We meet a huge cast of characters on both sides of the conflict, and those likely to get stuck in the middle. Each character is clearly and effectively defined, each has their own voice, and is surrounded by figures who help to define them in relief. Ivanr, the farmer with a bloody gladiatorial past who joins an army of peasants. Hiam, Lord Protector of the slowly crumbling Stormwall. Greymane, the Stonewielder of the title, recruited from obscurity to lead the expeditionary force. Bakune, Chief Assessor of Banith, doggedly investigating a series of murders. This rich selection of characters contrasts with, say, Dragon’s Time by Todd and Anne McCaffrey, in which, presented with a paragraph of names two hundred pages in, I had no idea who most of them were.
Stonewielder isn’t as artsy and literary as the Erikson novellas, and it’s a world away from most PS Publishing books, but it is a well-polished, confident and commercial novel that repeatedly made me stay up just a little too late to get to the end of a chapter. And among all the fighting there’s a good deal of wisdom and humanity. “It takes an unusually philosophic mind to accept that all one’s suffering might be to no end, really, in the larger scheme of things,” Ivanr thinks at one point. This volume builds up to a clever and tactical sea battle, as the Malazan fleet tries to break through the Mare war galleys to land its armies on Fist, but the reader is left in no doubt that there is an awful lot more to come. I’m glad of the break between volumes - reading the whole thing at once might have been too much of a good thing - but I won’t leave it too long before returning to see how this campaign concludes.

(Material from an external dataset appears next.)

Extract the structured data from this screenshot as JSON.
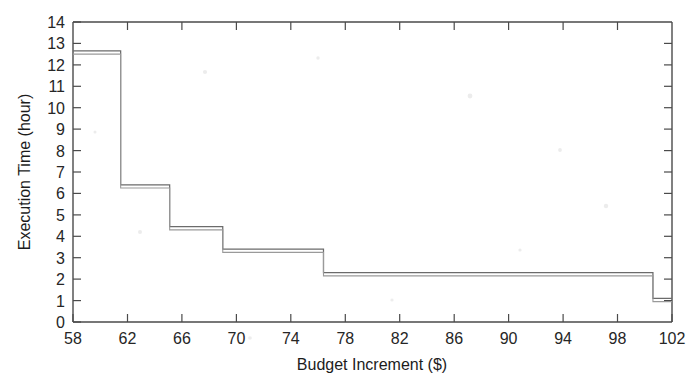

In the eARC under review there were a handful of typographical issues - mostly missing spaces and quote marks. All were probably fixed before the book went to press, but since we’re talking about a collector's edition that costs £99, I mention them just in case!
Stonewielder, Volume I, by Ian Cameron Esslemont. PS Publishing, hb, 264pp (part of a two-volume slipcase set). Buy direct from PS here.